Plaintiffs’ attorneys looking to file new private lawsuits against Standard & Poor’s Financial Services following the U.S. government’s decision to take legal action against the rating agency will face statute of limitations hurdles, Berman DeValerio Partner Todd A. Seaver told a legal publication.
In an article published Feb. 5 by Law360, Mr. Seaver said that the clock was ticking for many of the legal claims at the heart of the recently filed Department of Justice complaint, which addressed wrongdoing that took place in the run-up to the credit crisis of 2008. Many of those misdeeds occurred more than five years ago and could be time-barred, depending on the specific claim and jurisdiction.
“This summer will probably be the last time period in which any new suits can be filed and, depending on the legal claim, reasonably expect to survive,” Mr. Seaver said.
The Justice Department filed its civil complaint against S&P on Feb. 4 in California federal court, alleging that the rating agency knowingly gave high ratings to mortgage securities from 2004 to 2007, causing the investors who bought the products to suffer.

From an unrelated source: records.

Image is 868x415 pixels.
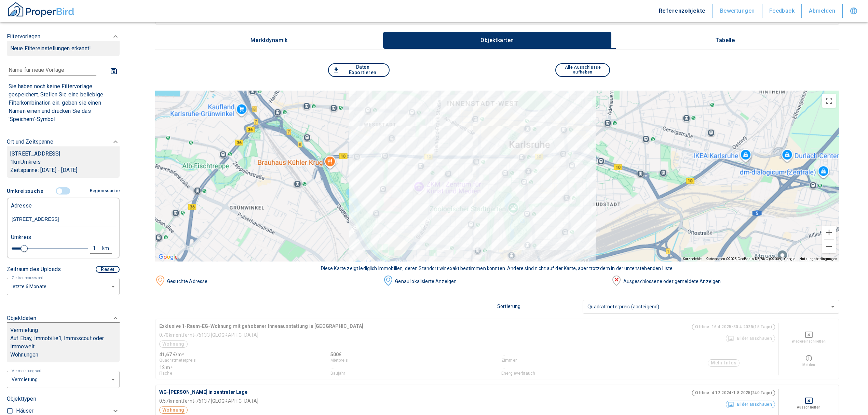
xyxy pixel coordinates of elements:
p: Ort und Zeitspanne [7,138,53,146]
p: Exklusive 1-Raum-EG-Wohnung mit gehobener Innenausstattung in [GEOGRAPHIC_DATA] [159,322,518,330]
p: Adresse [11,201,32,210]
div: 1 [92,244,104,253]
div: km [104,244,111,253]
p: Zimmer [501,358,517,363]
p: ... [501,363,505,371]
div: Ausgeschlossene oder gemeldete Anzeigen [621,278,840,285]
div: Quadratmeterpreis (absteigend) [583,297,840,316]
p: Zeitspanne: [DATE] - [DATE] [10,166,116,174]
button: Feedback [763,4,802,18]
p: Wieder [792,338,804,344]
p: 76137 [GEOGRAPHIC_DATA] [196,397,259,405]
p: Quadratmeterpreis [159,358,196,363]
button: report this listing [783,354,835,363]
p: Umkreis [11,233,31,242]
p: Objektkarten [480,37,515,43]
button: Vergrößern [823,226,836,239]
p: Energieverbrauch [501,371,535,375]
div: Gesuchte Adresse [166,278,383,285]
p: Ausschließen [798,405,821,409]
button: Regionssuche [87,185,120,197]
img: image [156,275,166,286]
button: Kurzbefehle [683,257,702,261]
button: Vollbildansicht ein/aus [823,94,836,108]
div: Diese Karte zeigt lediglich Immobilien, deren Standort wir exakt bestimmen konnten. Andere sind n... [156,265,840,272]
button: Umkreissuche [7,185,46,198]
div: FiltervorlagenNeue Filtereinstellungen erkannt! [7,25,120,63]
p: 12 m² [159,363,172,371]
button: Reset [96,266,120,273]
p: Marktdynamik [250,37,288,43]
button: Alle Ausschlüsse aufheben [556,63,610,77]
p: 500€ [331,351,342,358]
button: ProperBird Logo and Home Button [7,1,75,21]
button: Abmelden [802,4,843,18]
img: ProperBird Logo and Home Button [7,1,75,18]
a: Nutzungsbedingungen (wird in neuem Tab geöffnet) [800,257,838,260]
div: letzte 6 Monate [7,370,120,388]
img: image [383,275,394,286]
p: ... [331,363,335,371]
button: Referenzobjekte [652,4,713,18]
p: 0.70 km entfernt - [159,332,196,338]
button: Deselect for this search [783,331,835,338]
a: Dieses Gebiet in Google Maps öffnen (in neuem Fenster) [157,253,179,261]
p: [STREET_ADDRESS] [10,150,116,158]
p: Sortierung [498,303,583,310]
p: Wohnungen [10,350,116,359]
button: Daten Exportieren [328,63,390,77]
p: Objekttypen [7,394,120,403]
p: Zeitraum des Uploads [7,265,61,274]
p: Fläche [159,371,172,375]
p: Melden [802,363,816,367]
p: 0.57 km entfernt - [159,397,196,405]
button: Verkleinern [823,240,836,253]
button: 1km [90,244,112,254]
p: 1 km Umkreis [10,158,116,166]
p: einschließen [804,338,826,344]
button: Bilder anschauen [726,400,776,408]
div: Genau lokalisierte Anzeigen [394,278,611,285]
span: Kartendaten ©2025 GeoBasis-DE/BKG (©2009), Google [706,257,796,260]
p: Häuser [16,407,34,415]
div: Ort und Zeitspanne[STREET_ADDRESS]1kmUmkreisZeitspanne: [DATE] - [DATE] [7,131,120,185]
p: Auf Ebay, Immobilie1, Immoscout oder Immowelt [10,334,116,350]
img: image [612,275,621,286]
div: letzte 6 Monate [7,277,120,295]
p: Sie haben noch keine Filtervorlage gespeichert. Stellen Sie eine beliebige Filterkombination ein,... [8,82,118,124]
p: Objektdaten [7,314,37,322]
button: Bewertungen [713,4,763,18]
p: Baujahr [331,371,346,375]
p: ... [501,351,505,358]
div: ObjektdatenVermietungAuf Ebay, Immobilie1, Immoscout oder ImmoweltWohnungen [7,307,120,369]
p: Neue Filtereinstellungen erkannt! [10,44,116,52]
p: 41,67 €/m² [159,351,184,358]
button: Deselect for this search [783,396,835,405]
button: Mehr Infos [708,359,740,366]
p: Vermietung [10,326,38,334]
input: Adresse ändern [11,212,115,228]
button: Bilder anschauen [726,334,776,342]
p: Filtervorlagen [7,33,40,40]
p: WG-[PERSON_NAME] in zentraler Lage [159,389,518,395]
p: 76133 [GEOGRAPHIC_DATA] [196,332,259,338]
div: wrapped label tabs example [156,32,840,49]
p: Mietpreis [331,358,349,363]
img: Google [157,253,179,261]
p: Tabelle [709,37,742,43]
div: FiltervorlagenNeue Filtereinstellungen erkannt! [7,63,120,126]
div: FiltervorlagenNeue Filtereinstellungen erkannt! [7,185,120,295]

Though the article quoted some attorneys as saying that the DOJ’s case could strengthen existing lawsuits, Mr. Seaver did not address Berman DeValerio’s own rating agency case, CalPERS v. Moody’s. In that case, the California Public Employees’ Retirement System, or CalPERS, alleges that the major rating agencies issued unjustifiably high ratings for opaque Structured Investment Vehicles they knew contained risky subprime mortgages.
Commenting on the DOJ case, Mr. Seaver said it was unlikely that S&P would succeed with its long-held legal argument that its ratings are constitutionally protected free speech, like editorial opinions. That is because S&P and other agencies are accused of structuring the complex financial products they later rated, a relatively recent development.
“It’s been really the last 15 years that [S&P parent company McGraw-Hill Cos. Inc.] and Moody’s have been in the structured finance business, and that is where the First Amendment really falls away,” Seaver told the publication. “They’re not giving an editorial opinion here, they’re helping to put together these securities and then they’re rating them.”